• Question: Why do stars twinkle?

    Asked by to Laurence, Dave, Chris on 18 Jun 2014. This question was also asked by .
    • Photo: Laurence Perreault Levasseur

      Laurence Perreault Levasseur answered on 18 Jun 2014:


      This is a very good question!!
      The reason why stars twinkle is that as their light passes through the Earth’s atmosphere to reach us, it gets slightly deflected in a lot of random directions because or turbulence in the air. These are things like hot air pockets, etc. that make the atmosphere constantly churn. When light passes through, it gets refracted a bit. From our point of view, this make it look like the star image constantly changes in position and brightness, or ‘twinkle’!

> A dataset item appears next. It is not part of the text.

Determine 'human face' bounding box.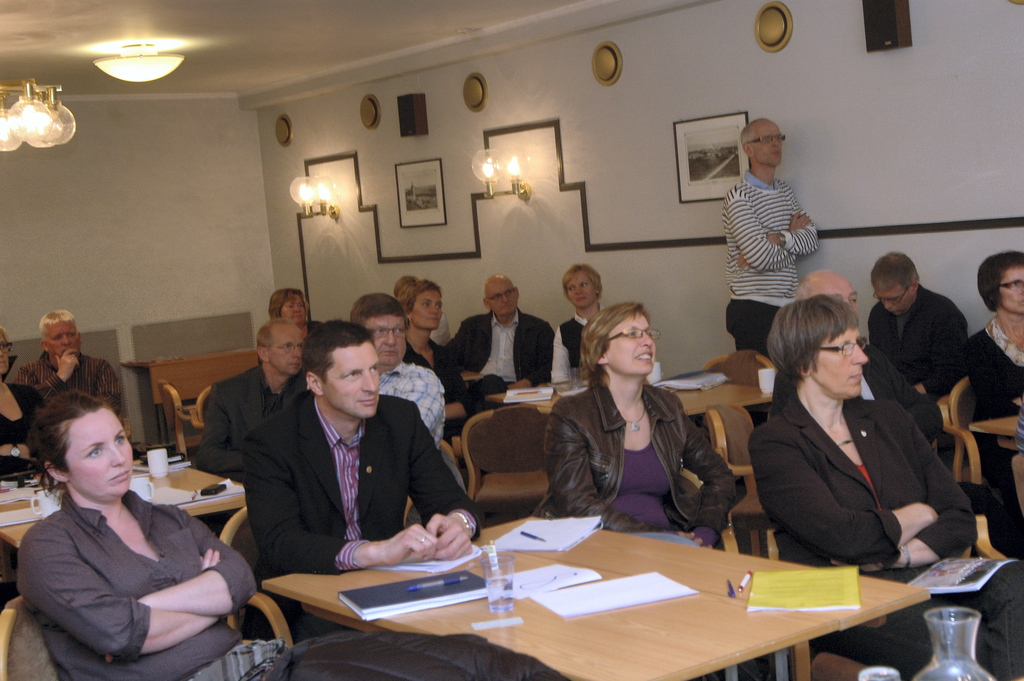
Determined: 360, 316, 405, 369.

      That’s why it’s a lot easier (but a lot more expensive, so we can’t make too many of those) to have a telescope in space, like the Hubble space telescope. Up there there is no atmosphere, and so stars do not twinkle. This mean that the Hubble telescope can get much clearer images of distant galaxies!

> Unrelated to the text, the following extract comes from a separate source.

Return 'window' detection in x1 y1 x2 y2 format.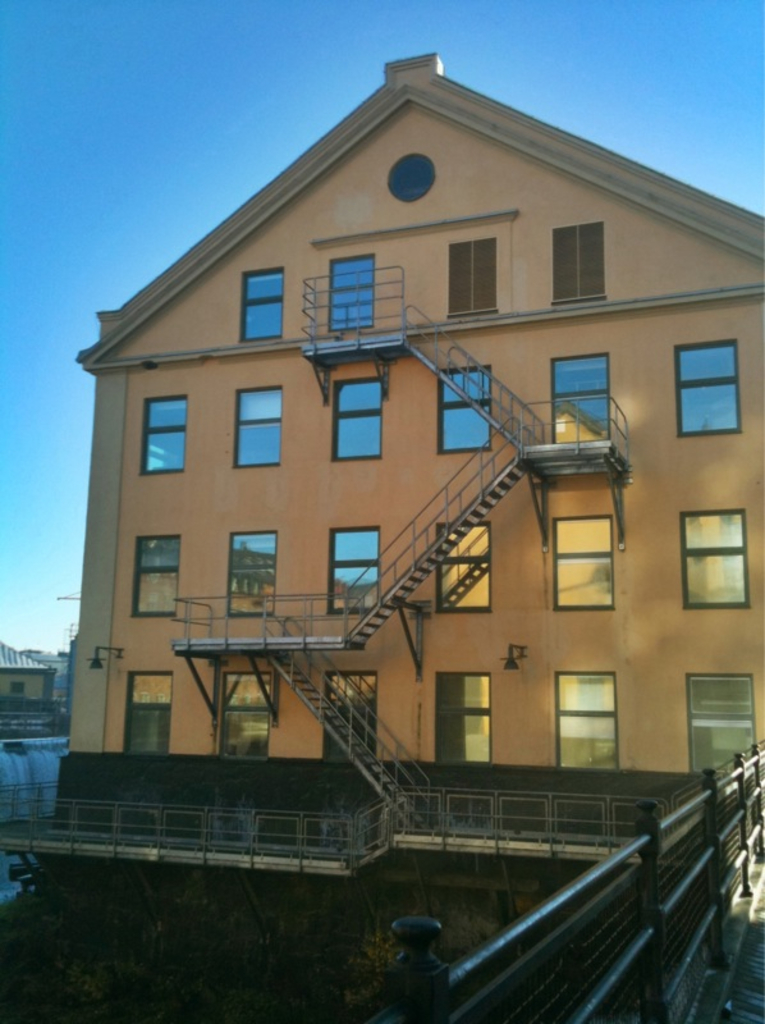
224 364 299 481.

      Also, things like planets do not twinkle. That’s because stars are so far away that from our point of view they appear just like a point in the sky. But planets are much closer, so they appear to be bigger and to have a finite size. Because of that, the random motion kind of averages out over the whole surface of the planet, and they don’t twinkle! This difference is one of the easiest way to figure what is a planet and what is a star 🙂

    • Photo: Dave Jones

      Dave Jones answered on 18 Jun 2014:


      Really good question! Have you ever looked out on a hot day, towards the horizon, maybe over a road or something, and seen that things in the distance seem to be shimmering? Or even over a kettle when the steam is beginning to escape out of the spout? It is the same shimmering that we see there that makes the stars twinkle.

      When the light from the stars gets to Earth, before it can enter your eye it has to pass through the atmosphere. The air in the atmosphere is moving around a lot and as the light passes through it gets knocked off course just a little bit, first in one direction, then back, just sort of jiggling it about like the air is jiggling about. The amount that it gets jiggled varies just like the movement of the air varies, so from one moment to the next the stars looks like it’s moving around just a little and that’s what we see as the twinkling. Astronomers actually measure this twinkling and use it to define how good a particular place (or even night, because it can vary between nights too) is for doing astronomy – we call it “the seeing”. Good seeing means the stars don’t twinkle, bad seeing means they twinkle a lot.

      That’s why the best telescopes are built up mountains, where the light from stars doesn’t have to pass through much atmosphere and so the atmosphere has less chance to make them twinkle, and in places where the atmosphere is very stable, because in those places the stars just don’t twinkle as much meaning astronomers like me can take better images of them! That’s one of the reasons I work in the desert in Chile and not back in the UK, the stars in the UK twinkle too much (when they aren’t hidden by clouds!).